This is art? A conch suspended in the air, an easel draped in fabric, Christmas lights and an assortment of mannequin legs lay sprawled in a heap in the art gallery of Redeemer University College (RUC), with a host of other odds and ends.
Is it simply a purge of a storage closet from the art studio caught halfway through the cleaning? It would seem to be an easy and safe assumption that this pile of junk does not belong in the art gallery. In fact it is likely most would question why it is there.
But if you were to give into your curiosity and walk a little closer you would discover that there is a solitary black stand holding a black rectangle with a open viewing square in its middle. A viewfinder.
And if you were to walk over and look at that pile of mismatched items from that specific vantage point, suddenly you realize that it is not random pieces of junk. Rather, the pieces have been carefully selected and placed, working together to create a unified image.
RUC art students based their installation piece, “O Jesus, My Trash” on the work of renown French installation artist Bernard Pras who has created installations that are an assemblage of found objects that when viewed from the right angle transform into a clear and recognizable image.
Sometimes when we look at our lives all we see are our mistakes and bad choices which have created a mess, a life that does not seem to amount to much of anything. Yet like the artwork created by the art students, it all depends on your perspective. Through whose eyes do you see yourself?
So often the lens we look through is one of shame. If a person’s starting point is that at their core they are no good, it is then hard to see that anything they do can be considered to have value. Sometimes people are incredulous that others see value in what they otherwise considered trash. “Really?” they ask, “You think it is good? You like what I did? You think I have something to contribute?”
Receiving that kind of positive or alternate feedback is essential in helping people to shift to a different perspective themselves, to one that will enable them to see their own inherent beauty and worth.
Or think of how our perspective plays out in relationship to parenting. How do we understand the child’s behaviour? Do we simply see it as acting out? As being manipulative? Lazy? What is our vantage point? What if we were to shift our perspective and look under the behaviour, what would we see? Perhaps we would then realize that the child is hungry or scared and her behaviour stems from her fear or hunger.
Or think of how the experience of trauma or chronic neglect can shape how a person sees the world. How does a young child learn to see himself if the eyes that look at him, when they have the time to look at him, are filled with disgust or anger?
These repetitive experiences provide the basis for the child’s understanding of what he come to expect. These experiences inform the perspective he has about himself, the world, and other people: whether he sees the world as safe and worth exploring, and people as basically good, or whether he expects that the world is dangerous and people are out to get him and that people are not trust worthy. We all tend to act and react according to our own interior perspective.
Our lives, like the artwork in the RUC gallery, can look like junk strewn haphazardly across the floor, yet when we step back, pause, give space and shift our perspective, we can begin to see beauty, a coherent piece.
It makes me wonder how much we are missing out on seeing the beauty that is hidden in our self and in others, waiting to be discovered if only we shift our perspective?
Betty J.B. Brouwer is Shalem’s Director of the Linking Lives/Building Attachment program and the Artistic Director of Shalem’s RE-create Outreach Art Studio.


▶ Task details: All of the entries below should be returned verbatim, apart from the pictures.

(Dataset excerpts)

——

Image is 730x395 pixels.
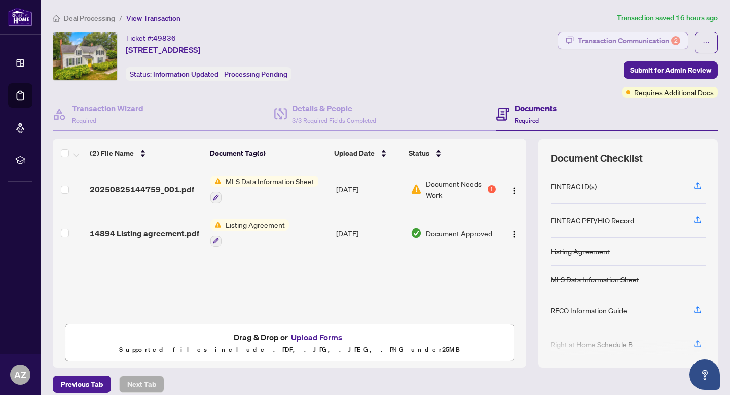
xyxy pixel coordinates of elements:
[506,225,522,241] button: Logo
[292,117,376,124] span: 3/3 Required Fields Completed
[64,14,115,23] span: Deal Processing
[126,14,181,23] span: View Transaction
[426,227,493,238] span: Document Approved
[90,183,194,195] span: 20250825144759_001.pdf
[411,184,422,195] img: Document Status
[61,376,103,392] span: Previous Tab
[90,148,134,159] span: (2) File Name
[153,33,176,43] span: 49836
[703,39,710,46] span: ellipsis
[551,181,597,192] div: FINTRAC ID(s)
[288,330,345,343] button: Upload Forms
[551,338,633,349] div: Right at Home Schedule B
[65,324,514,362] span: Drag & Drop orUpload FormsSupported files include .PDF, .JPG, .JPEG, .PNG under25MB
[506,181,522,197] button: Logo
[206,139,331,167] th: Document Tag(s)
[510,230,518,238] img: Logo
[426,178,486,200] span: Document Needs Work
[211,176,319,203] button: Status IconMLS Data Information Sheet
[409,148,430,159] span: Status
[211,219,222,230] img: Status Icon
[222,176,319,187] span: MLS Data Information Sheet
[211,219,289,247] button: Status IconListing Agreement
[558,32,689,49] button: Transaction Communication2
[551,246,610,257] div: Listing Agreement
[153,69,288,79] span: Information Updated - Processing Pending
[86,139,206,167] th: (2) File Name
[53,375,111,393] button: Previous Tab
[617,12,718,24] article: Transaction saved 16 hours ago
[551,304,627,316] div: RECO Information Guide
[126,44,200,56] span: [STREET_ADDRESS]
[510,187,518,195] img: Logo
[332,211,407,255] td: [DATE]
[551,215,635,226] div: FINTRAC PEP/HIO Record
[578,32,681,49] div: Transaction Communication
[72,117,96,124] span: Required
[515,102,557,114] h4: Documents
[72,102,144,114] h4: Transaction Wizard
[211,176,222,187] img: Status Icon
[72,343,508,356] p: Supported files include .PDF, .JPG, .JPEG, .PNG under 25 MB
[119,12,122,24] li: /
[405,139,498,167] th: Status
[330,139,404,167] th: Upload Date
[635,87,714,98] span: Requires Additional Docs
[126,67,292,81] div: Status:
[334,148,375,159] span: Upload Date
[332,167,407,211] td: [DATE]
[551,273,640,285] div: MLS Data Information Sheet
[119,375,164,393] button: Next Tab
[624,61,718,79] button: Submit for Admin Review
[90,227,199,239] span: 14894 Listing agreement.pdf
[53,15,60,22] span: home
[8,8,32,26] img: logo
[126,32,176,44] div: Ticket #:
[631,62,712,78] span: Submit for Admin Review
[488,185,496,193] div: 1
[515,117,539,124] span: Required
[690,359,720,390] button: Open asap
[53,32,117,80] img: IMG-40761589_1.jpg
[292,102,376,114] h4: Details & People
[234,330,345,343] span: Drag & Drop or
[551,151,643,165] span: Document Checklist
[222,219,289,230] span: Listing Agreement
[14,367,26,381] span: AZ
[411,227,422,238] img: Document Status
[672,36,681,45] div: 2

——

▶ Output of the task:
Image is 730x395 pixels.
xyxy pixel coordinates of elements:
[506,225,522,241] button: Logo
[292,117,376,124] span: 3/3 Required Fields Completed
[64,14,115,23] span: Deal Processing
[126,14,181,23] span: View Transaction
[426,227,493,238] span: Document Approved
[90,183,194,195] span: 20250825144759_001.pdf
[411,184,422,195] img: Document Status
[61,376,103,392] span: Previous Tab
[90,148,134,159] span: (2) File Name
[153,33,176,43] span: 49836
[703,39,710,46] span: ellipsis
[551,181,597,192] div: FINTRAC ID(s)
[288,330,345,343] button: Upload Forms
[551,338,633,349] div: Right at Home Schedule B
[65,324,514,362] span: Drag & Drop orUpload FormsSupported files include .PDF, .JPG, .JPEG, .PNG under25MB
[506,181,522,197] button: Logo
[206,139,331,167] th: Document Tag(s)
[510,230,518,238] img: Logo
[426,178,486,200] span: Document Needs Work
[211,176,319,203] button: Status IconMLS Data Information Sheet
[409,148,430,159] span: Status
[211,219,222,230] img: Status Icon
[222,176,319,187] span: MLS Data Information Sheet
[211,219,289,247] button: Status IconListing Agreement
[558,32,689,49] button: Transaction Communication2
[551,246,610,257] div: Listing Agreement
[153,69,288,79] span: Information Updated - Processing Pending
[86,139,206,167] th: (2) File Name
[53,375,111,393] button: Previous Tab
[617,12,718,24] article: Transaction saved 16 hours ago
[551,304,627,316] div: RECO Information Guide
[126,44,200,56] span: [STREET_ADDRESS]
[510,187,518,195] img: Logo
[332,211,407,255] td: [DATE]
[551,215,635,226] div: FINTRAC PEP/HIO Record
[578,32,681,49] div: Transaction Communication
[72,117,96,124] span: Required
[515,102,557,114] h4: Documents
[72,102,144,114] h4: Transaction Wizard
[211,176,222,187] img: Status Icon
[72,343,508,356] p: Supported files include .PDF, .JPG, .JPEG, .PNG under 25 MB
[119,12,122,24] li: /
[405,139,498,167] th: Status
[330,139,404,167] th: Upload Date
[635,87,714,98] span: Requires Additional Docs
[126,67,292,81] div: Status:
[334,148,375,159] span: Upload Date
[332,167,407,211] td: [DATE]
[551,273,640,285] div: MLS Data Information Sheet
[119,375,164,393] button: Next Tab
[624,61,718,79] button: Submit for Admin Review
[90,227,199,239] span: 14894 Listing agreement.pdf
[53,15,60,22] span: home
[8,8,32,26] img: logo
[126,32,176,44] div: Ticket #:
[631,62,712,78] span: Submit for Admin Review
[488,185,496,193] div: 1
[515,117,539,124] span: Required
[690,359,720,390] button: Open asap
[53,32,117,80] img: IMG-40761589_1.jpg
[292,102,376,114] h4: Details & People
[234,330,345,343] span: Drag & Drop or
[551,151,643,165] span: Document Checklist
[222,219,289,230] span: Listing Agreement
[14,367,26,381] span: AZ
[411,227,422,238] img: Document Status
[672,36,681,45] div: 2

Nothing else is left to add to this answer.